The Japan Grandeur Inc. logo is displayed atop the company’s plant in Mobara, Chiba Prefecture, Japan, on Monday, June 3, 2013.
Kiyoshi Ota | Bloomberg | Getty Portraits
Cash-strapped Japan Display warned it cannot guarantee a return to profit this year as demand for smartphone filters stays weak, and turned in yet another quarterly loss, casting doubt over its proposed bailout deal with a Chinese-Taiwanese sort.
The supplier for Apple also said it would slash about 1,000 jobs, or a tenth of its workforce, as it continues to pertain to the brunt of its late shift to organic light-emitting diode screens and disappointing sales of the iPhone XR, the only model with a runny crystal display (LCD) screen.
Japan Display’s net loss for the three months ended March was 98.6 billion yen, versus a 147 billion yen reduction a year earlier, its ninth consecutive quarterly loss.
“We took some restructuring measures before, but they make over out to be not enough to offset a worse-than-expected drop in demand for smartphone (screens),” acting CEO Yoshiyuki Tsukizaki said at an earnings cut on Wednesday.
“The tough environment in the smartphone segment is likely to continue through the first half,” he said, adding the entourage cannot promise it will return to profit this year after five consecutive annual losses.
Japan Flourish’s results will be closely watched by its Chinese-Taiwanese suitors, who delayed an up to 80 billion yen investment this week to reassess the flock’s prospects.
Regardless how, according to Japan Display CFO Takanobu Oshima, the screen maker is making steady progress in discussions with the customer group.
The suitors “had conducted necessary due diligence and had no concerns about our financial conditions,” he said at the briefing. “But the outlook of the province is changing and they want to review that.”
The bailout deal would allow the buyers — including Taiwanese without delay screen maker TPK Holding and Chinese investment firm Harvest Group — to become Japan Display’s biggest shareholders with a 49.8 percent wager, replacing the Japanese government-backed INCJ fund.
A prolonged delay in the bailout could put at risk the survival of Japan Spectacle, formed in 2012 by combining the LCD businesses of Hitachi, Toshiba and Sony in a deal brokered by the government.
Japan Display minuted a 75.2 billion yen write down in the quarter ended March on an LCD plant launched two years ago.
Apple had requested the insinuate and fronted most of its $1.5 billion construction costs, sources familiar with the matter have said. A Japan Put executive said last month the company still owes “its client” about 100 billion yen.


> [What the task asks] Would it be possible to write out each entry below exactly, without the pictures?

> [Listed records]
....

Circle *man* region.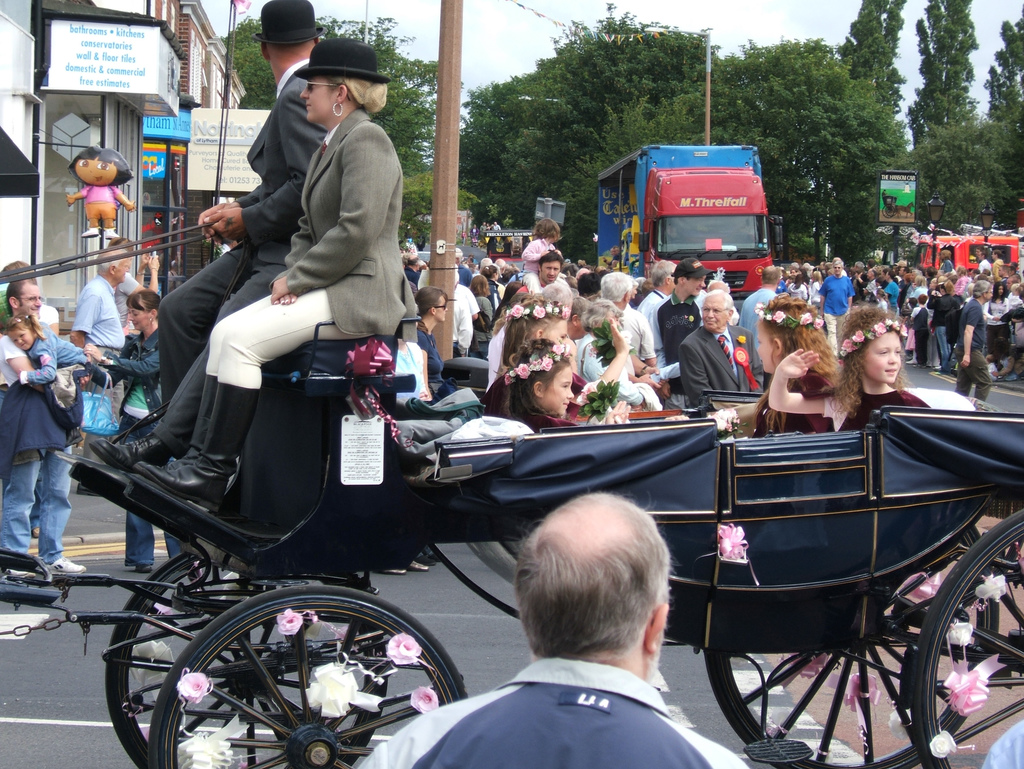
Region: 953,281,991,400.
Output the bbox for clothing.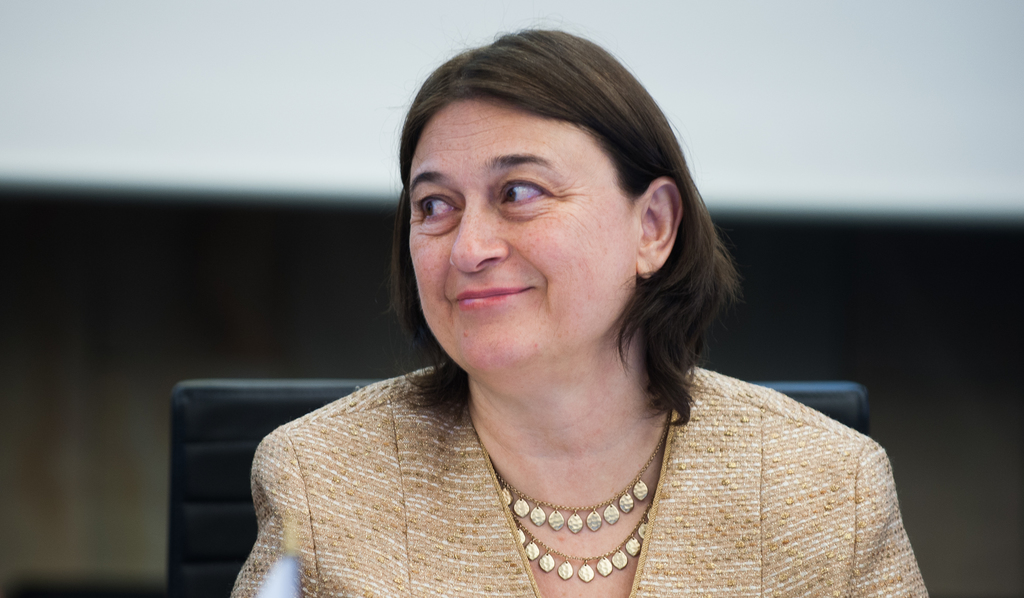
<region>232, 369, 929, 597</region>.
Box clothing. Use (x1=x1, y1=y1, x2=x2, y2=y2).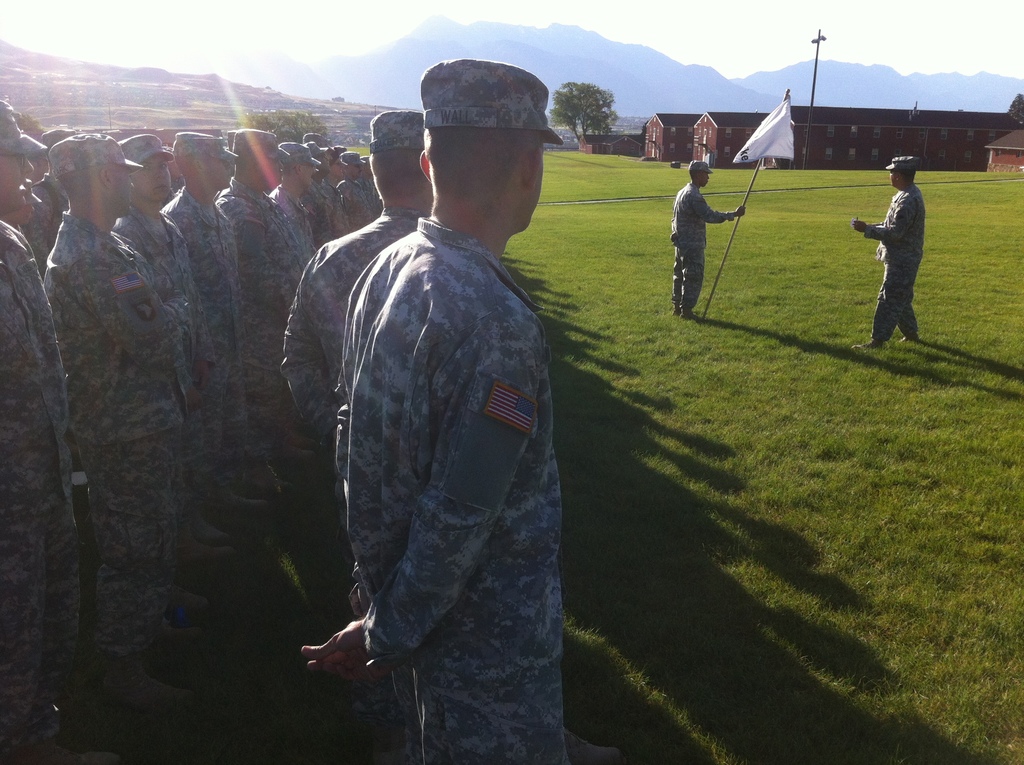
(x1=19, y1=107, x2=234, y2=720).
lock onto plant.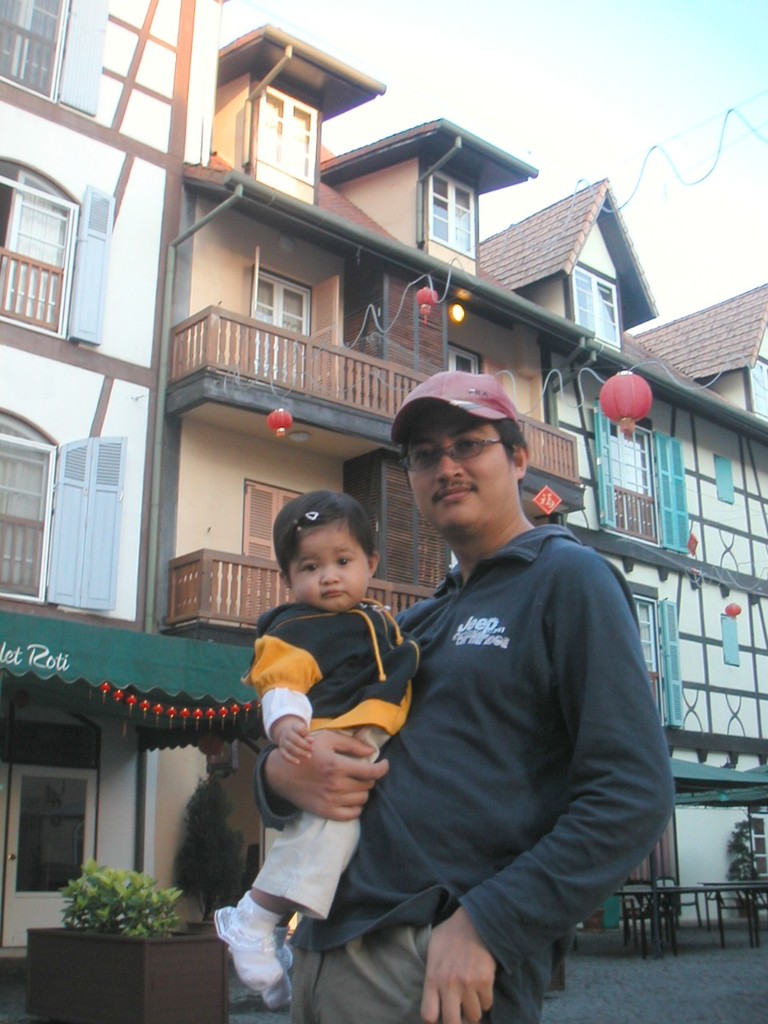
Locked: x1=59, y1=856, x2=206, y2=939.
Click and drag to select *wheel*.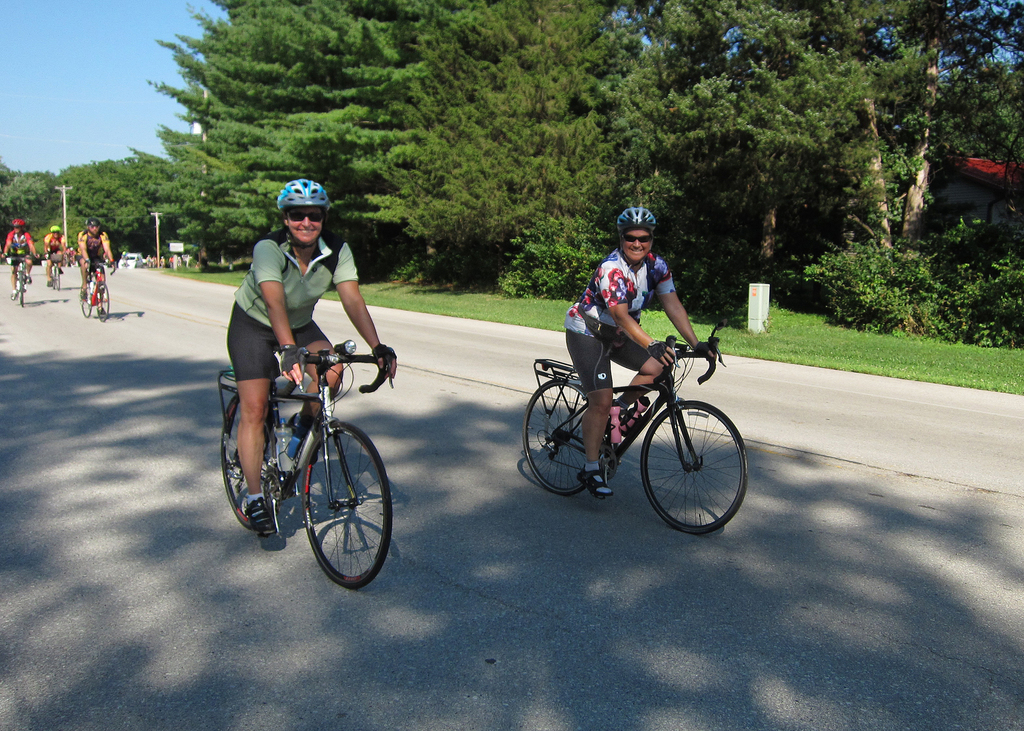
Selection: [left=98, top=284, right=109, bottom=322].
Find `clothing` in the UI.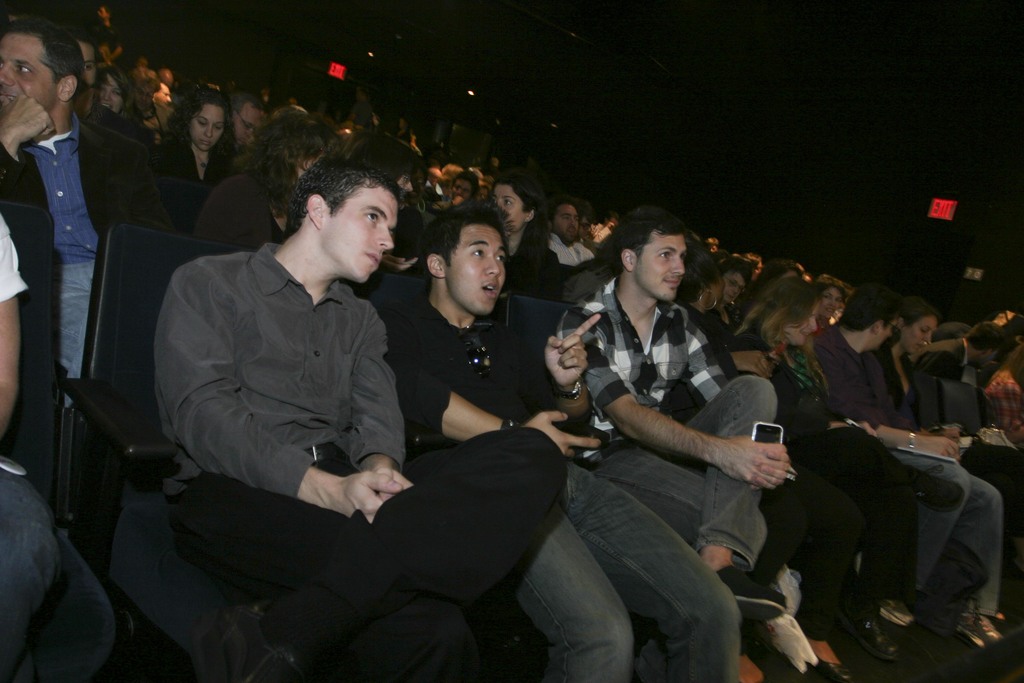
UI element at box(867, 347, 943, 410).
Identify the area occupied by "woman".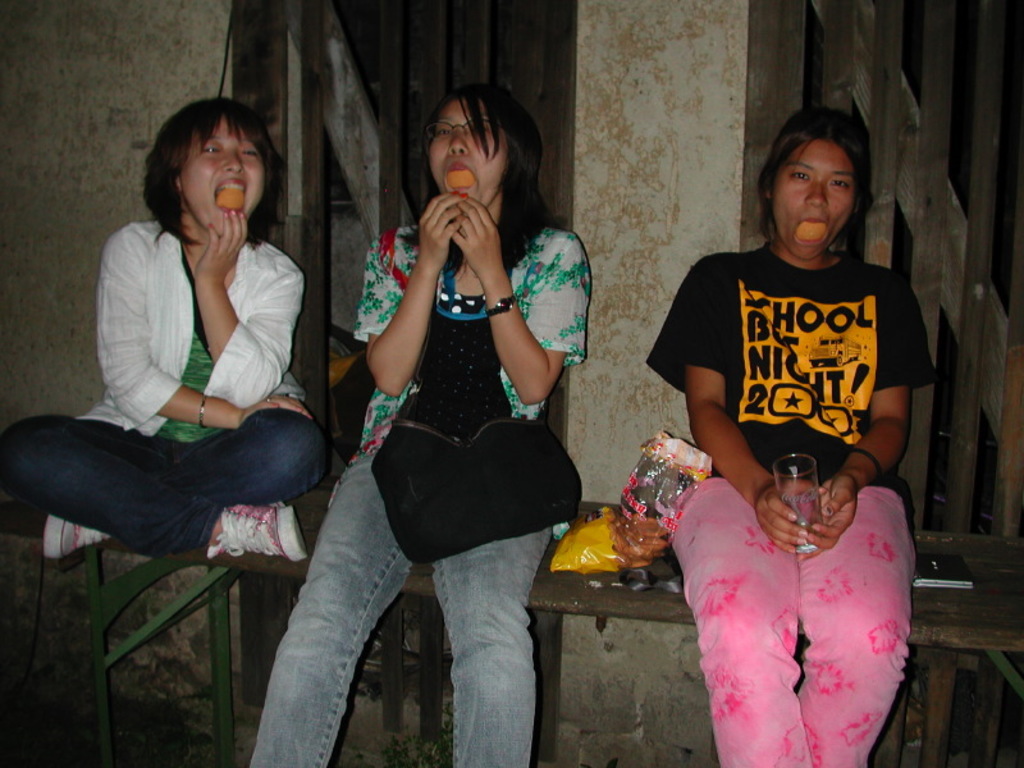
Area: locate(646, 100, 932, 767).
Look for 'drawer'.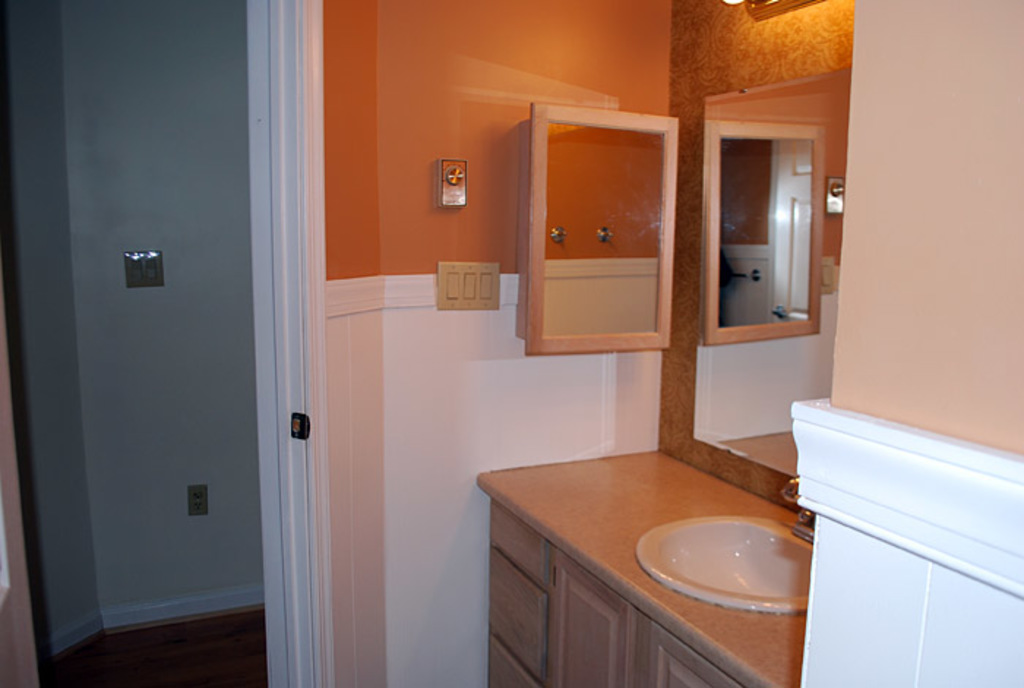
Found: <box>489,546,547,687</box>.
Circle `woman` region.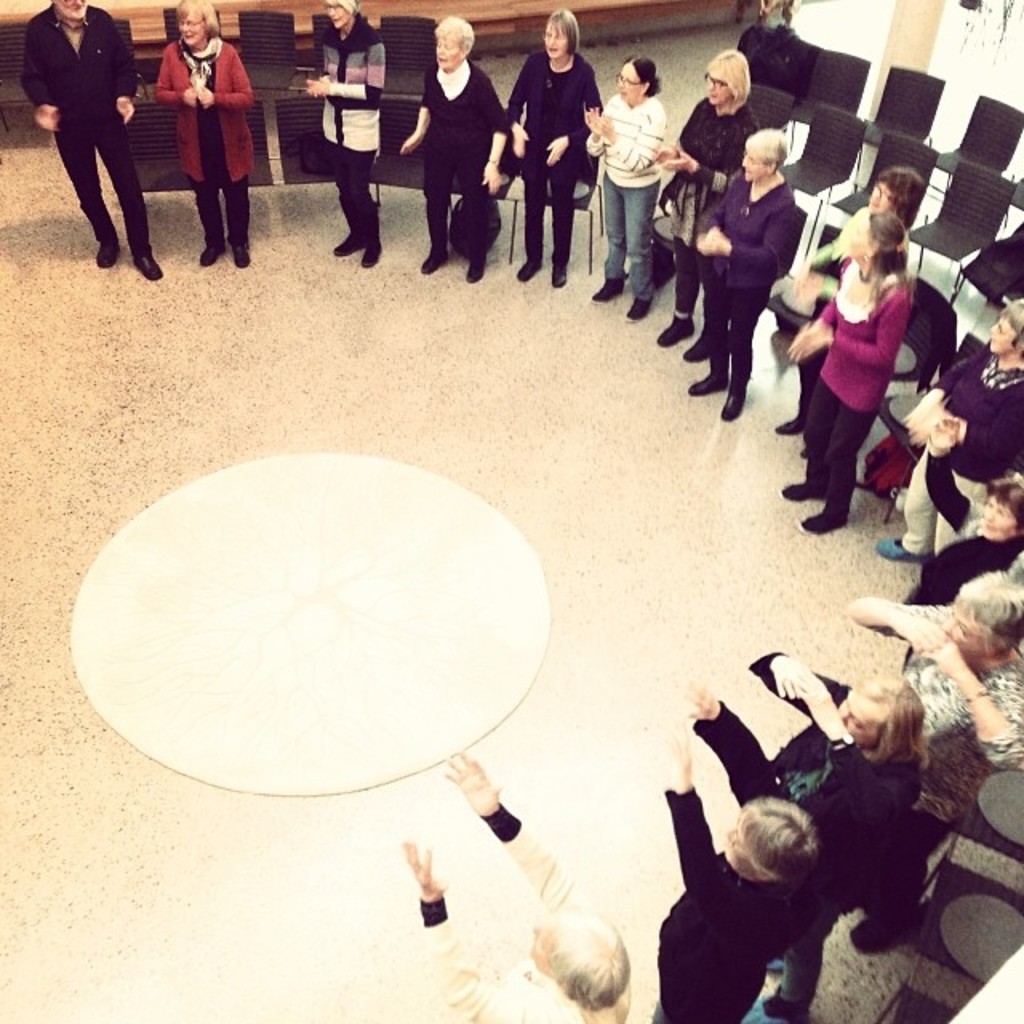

....

> [Reply to the task]
Circle *man* region.
Region: 953,281,991,400.
Output the bbox for clothing.
<region>232, 369, 929, 597</region>.
Box clothing. Use (x1=x1, y1=y1, x2=x2, y2=y2).
(x1=19, y1=107, x2=234, y2=720).
lock onto plant.
Locked: x1=59, y1=856, x2=206, y2=939.
Click and drag to select *wheel*.
Selection: [left=98, top=284, right=109, bottom=322].
Find `clothing` in the UI.
UI element at box(867, 347, 943, 410).
Identify the area occupied by "woman".
Area: locate(646, 100, 932, 767).
Look for 'drawer'.
Found: <box>489,546,547,687</box>.
Circle `woman` region.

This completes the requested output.